Please do find those papers! They may be describing a radical new chemistry that I'm not familiar with.
To be clear - methanol boils at 64C and ethanol boils at 78C. Are you suggesting that in standard distillation, there is still some non-trace methanol coming over at 78C? If I personally observed that in a laboratory setting, I'd quickly assume measurement error or external contamination.
It's not clear to me that simple distillation of a methanol/ethanol mixture can produce either pure ethanol or pure methanol at any point, just as it's impossible to distill ethanol and water to pure ethanol (absolute alcohol) if the water is above a small percentage of the mixture.
There is always some amount of vapor pressure, even below the boiling point of a substance. Otherwise, neither water nor alcohol would evaporate by themselves at room temperature! The temperature we call the "boiling point" is just the temperature at which the vapor pressure equals the ambient pressure.
This also matches what happens when distilling ethanol from water. You can't distill pure ethanol, but you csn distill ethanol-free water afterwards.
That's not what studies have shown. Methanol boils off in all phases of distillation, and remains in high concentration at least halfway through.

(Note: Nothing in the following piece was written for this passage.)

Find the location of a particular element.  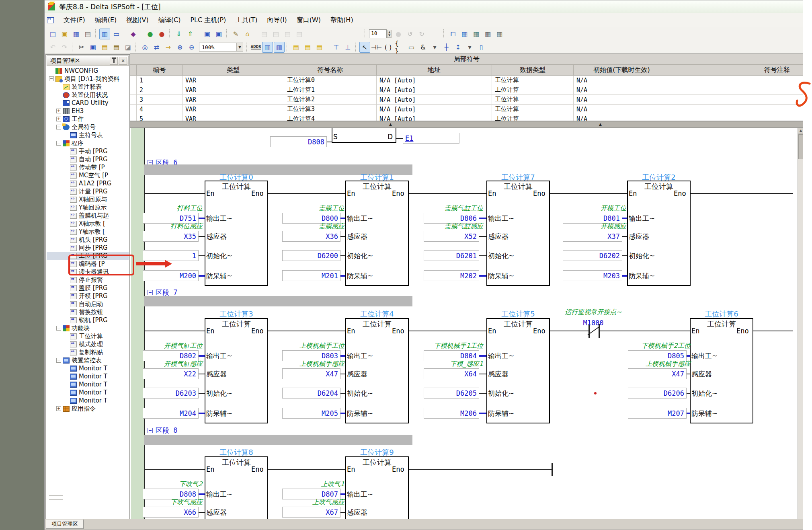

Right, normal commercial ethanol production is 95% EtOH, 5% H2O (the constant boiling mixture/azeotrope). That's good enough for most uses but not all. The only problem the average person would ever likely encounter from the residual H2O would be in the application of alcohol-based coatings such as shellac where it can cause whitish discoloration. Painters will occasionally use 99% EtOH which is substantially more expensive (removing that residual H2O requires an altogether different proxess).

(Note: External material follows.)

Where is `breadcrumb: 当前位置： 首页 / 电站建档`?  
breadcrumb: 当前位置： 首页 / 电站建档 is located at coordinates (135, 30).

From what I remember, the highest concentration of methanol is in the tails. That should tell you everything.
*EDIT* Found the paper
https://op.europa.eu/en/publication-detail/-/publication/0b9...
You can’t distill ethanol to higher than 95% because of the 95-5 ethanol-water azeotrope that boils at 78.2C, versus ethanol alone at 78.4C.
Methanol-water and methanol-ethanol don’t form an azeotrope so if properly done you can separate methanol via distillation.
Think of it this way: ethanol boils at 78.5. Water at 100. But when I’m distilling, the first stuff out of the still is coming out at like 80/20 ethanol to water, long before I’m near 100C. The later stuff still has some ethanol in it, even as I near 100C. (You can easily measure while distilling.)
So why would it be surprising that methanol behaved that way as well?
Temperature is just an average, the individual molecules can have a higher or lower temperature and can therefore evaporate already below boiling point.
It's probably pot still vs. reflux still. Chemists use fractionating columns to get better separation. Home distillers won't necessarily do so, so official advice has to assume they will not.
If you’re trying to get drunk cheaply, and without tasting liquor, you cannot beat the product and efficiency of a column still.
But I want my whiskey or apple brandy to have the characteristics of the mash I distill it from. A column still would reduce that.
So most home distilling is a pot still for sure.
It’s been a long time, but I thought there was a whole Raoult’s Law thing, about partial pressures in the vapor coming off the solution combining in proportion to each component’s molar fraction * its equilibrium vapor pressure (at that temperature, presumably). Or something.
Point being, if you’re starting with a bunch of volatiles in solution, there’d be quite a bit of smearing between fractions boiling off at any given temperature/pressure. And you’d be very unlikely to get clean fractions from a single distillation anywhere in that couple-dozen-degree range.
Probably mangled the description, but isn’t that why people do reflux columns?
If you are making brandy from clarified wine, it probably separates better than rotten grape mash.
It is still a continuum with some methanol molecules likely remaining even in the tails.
For all intents and purposes, the distiller's rule of thumb of throwing away the angels' share is still going to work because low methanol concentrations are never an issue —for the antidote for methanol is ethanol.
methanol and ethanol do not form an azeotrope with each other, they only (both, each) bind to water. that's why separation of methanol and ethanol by holding key temperatures works at all.
furthermore, the azeotrope effect only becomes relevant at concentrations beyond 90% alcohol. so when you're producing pure methanol and ethanol, then distillation won't cut it beyond 90+% as water+(m)ethanol then *at these high concentrations* boil and evaporate together. that's the grain of truth in your statement.
last not least going blind from methanol is _very_ real.
I don't think so https://en.wikipedia.org/wiki/Azeotrope_tables
But anyway, I don't think there's hazardous levels left after normal distillation+cutting, the reason for not buying booze from some guy behind a barn usually has more to do with lead contamination risks.